Being “death,” it was inevitable, of course, and in his case already a time-stopping advent with irresistible, yet unspoken anticipation from generations of audiences. Then again, he seemed like some otherworldly prodigy orbiting beyond the earthbound struggle between youth and age, for whom plastic surgery and maniacal oblivion defeated wrinkling and sagging, meted out to the rest of us commoners, in gradually disfiguring a previously angelic face.

Pointilistically styled, he was perpetually enshrouded in sunglasses, transfiguring that incognito device into icon-making accessory. Presiding over armies of howling Japanese teens, he transcended “man” and shimmered as “bejeweled Merlin from outer space.” He gave the slip to physics, stunningly striding forward while sliding backward; and he taunted gravity by leaning 45 degrees. Moonwalker was clearly fictional, yet it paradoxically confirmed Jacko as a palpable phantasm, a human-turned-demigod. Preternaturally gifted, benevolent, humanistic, and prophetically post-racial, was he an emissary from the heavens, or the evidence of boundless human potential?

moonwalker

Then it got weird. The rest was a mind-boggling barrage of profligacy and perversion that bowled us through Macaulay Culkin, Neverland, out-of-court settlements, ancestral demigod Elvis Presley’s daughter, inexplicably conceived babies, babies recklessly dangled from balconies, the twisted remnants of a human face, and thousands of offensive jokes ready to occupy a coffee-table book, quickly followed by Volume II.

Michael Bilsborough, Munch&Macaulay Mash-up

Michael Bilsborough, Munch&Macaulay Mash-up

So it’s no wonder Jacko became an icon of contemporary art, so fixated on irony, race relations, political correctness, dystopic pop culture, and the technology-compatible body.

We could start our timeline with Andy Warhol’s Michael Jackson, which might set a new auction record for Warhol, if the recent eBay activity is any indication,

W, Michael Jackson, 1984

W, Michael Jackson, 1984

followed by Jeff Koons’ hysterical, life-size porcelain Michael Jackson with Bubbles,

Jeff Koons, Michael Jackson with Bubbles, 1988

Jeff Koons, Michael Jackson with Bubbles, 1988


which requires a note about Richard Phillips nine-foot tall canvas Jacko (after Jeff Koons),

Richard Phillips, Jacko (After Jeff Koons)

Richard Phillips, Jacko (After Jeff Koons)
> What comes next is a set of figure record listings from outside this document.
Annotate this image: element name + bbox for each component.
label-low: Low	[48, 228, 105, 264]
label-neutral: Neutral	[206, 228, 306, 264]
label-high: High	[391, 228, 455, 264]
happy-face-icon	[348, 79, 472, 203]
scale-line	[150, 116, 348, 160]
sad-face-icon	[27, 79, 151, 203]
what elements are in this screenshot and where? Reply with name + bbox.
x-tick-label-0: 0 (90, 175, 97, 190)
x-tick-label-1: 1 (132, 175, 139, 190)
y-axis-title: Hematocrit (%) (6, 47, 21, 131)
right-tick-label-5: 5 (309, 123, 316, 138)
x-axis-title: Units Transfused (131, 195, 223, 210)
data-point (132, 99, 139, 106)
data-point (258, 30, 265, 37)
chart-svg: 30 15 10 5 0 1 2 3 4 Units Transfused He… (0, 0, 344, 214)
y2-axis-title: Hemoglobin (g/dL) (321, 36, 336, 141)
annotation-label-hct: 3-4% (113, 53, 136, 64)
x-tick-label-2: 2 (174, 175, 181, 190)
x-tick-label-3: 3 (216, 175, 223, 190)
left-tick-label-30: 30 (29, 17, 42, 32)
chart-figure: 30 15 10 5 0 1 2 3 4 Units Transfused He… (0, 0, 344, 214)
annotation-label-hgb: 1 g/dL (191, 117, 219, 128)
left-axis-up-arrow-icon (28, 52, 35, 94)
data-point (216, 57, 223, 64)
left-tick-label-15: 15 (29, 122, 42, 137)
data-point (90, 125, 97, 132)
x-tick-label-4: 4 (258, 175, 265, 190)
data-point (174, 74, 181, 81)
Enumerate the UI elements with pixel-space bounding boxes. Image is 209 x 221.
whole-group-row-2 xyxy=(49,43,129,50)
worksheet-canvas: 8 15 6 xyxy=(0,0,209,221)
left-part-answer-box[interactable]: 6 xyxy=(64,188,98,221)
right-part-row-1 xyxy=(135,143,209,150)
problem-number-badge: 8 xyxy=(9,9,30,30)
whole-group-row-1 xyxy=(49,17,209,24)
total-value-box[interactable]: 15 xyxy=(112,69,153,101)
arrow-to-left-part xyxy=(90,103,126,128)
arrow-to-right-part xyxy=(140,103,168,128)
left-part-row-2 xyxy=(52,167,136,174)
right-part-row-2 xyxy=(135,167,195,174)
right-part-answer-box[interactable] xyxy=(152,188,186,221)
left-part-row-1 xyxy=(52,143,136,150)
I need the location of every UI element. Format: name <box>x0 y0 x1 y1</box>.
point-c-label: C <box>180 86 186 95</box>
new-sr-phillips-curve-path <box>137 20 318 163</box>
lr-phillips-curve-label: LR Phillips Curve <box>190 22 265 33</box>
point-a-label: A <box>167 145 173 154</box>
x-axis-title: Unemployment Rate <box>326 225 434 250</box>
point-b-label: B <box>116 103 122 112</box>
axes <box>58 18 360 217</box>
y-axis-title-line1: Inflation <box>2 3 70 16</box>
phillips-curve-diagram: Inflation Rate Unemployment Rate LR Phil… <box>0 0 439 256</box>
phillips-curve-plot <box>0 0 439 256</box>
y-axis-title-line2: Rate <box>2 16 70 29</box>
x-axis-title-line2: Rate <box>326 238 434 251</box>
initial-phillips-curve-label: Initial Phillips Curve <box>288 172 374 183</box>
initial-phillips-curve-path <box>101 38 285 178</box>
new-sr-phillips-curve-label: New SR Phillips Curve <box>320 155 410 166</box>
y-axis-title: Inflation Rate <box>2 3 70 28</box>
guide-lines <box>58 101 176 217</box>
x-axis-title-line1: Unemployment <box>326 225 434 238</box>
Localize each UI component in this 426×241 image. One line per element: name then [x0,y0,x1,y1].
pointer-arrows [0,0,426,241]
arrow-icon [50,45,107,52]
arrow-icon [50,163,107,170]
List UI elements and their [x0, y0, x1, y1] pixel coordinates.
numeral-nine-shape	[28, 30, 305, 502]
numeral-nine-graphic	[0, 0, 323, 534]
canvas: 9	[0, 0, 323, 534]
and then some prescient female artists tuned into a new Jacko generation,

as Meredith Danluck debuted a Michael Jackson video about meeting the King of Pop,

Gentlemen Prefer Blondes

Gentlemen Prefer Blondes

and Dawn Mellor revealed a life-long oeuvre of diva-worshipping MJ drawings in a show at White Columns, Other Peoples Projects – Studio Voltaire, London,

Dawn Mellor's MJ drawings

Dawn Mellor's MJ drawings

but only after Tara Mateik’s must-see PYT

\’ >PYT‘ >PYT

Oh, and then there’s the cut-up by the venerable Mark Flood!

After Mark Flood

After Mark Flood

I’m writing this in mourning, so please forgive and notify me: no doubt I’ve omitted many other examples of Michael Jackson art. Where do we go from here? I imagine his corpse will be taxidermied, cryogenically frozen, hawked on eBay cell by cell, or submerged in a tank (like the basketballs, not the sharks).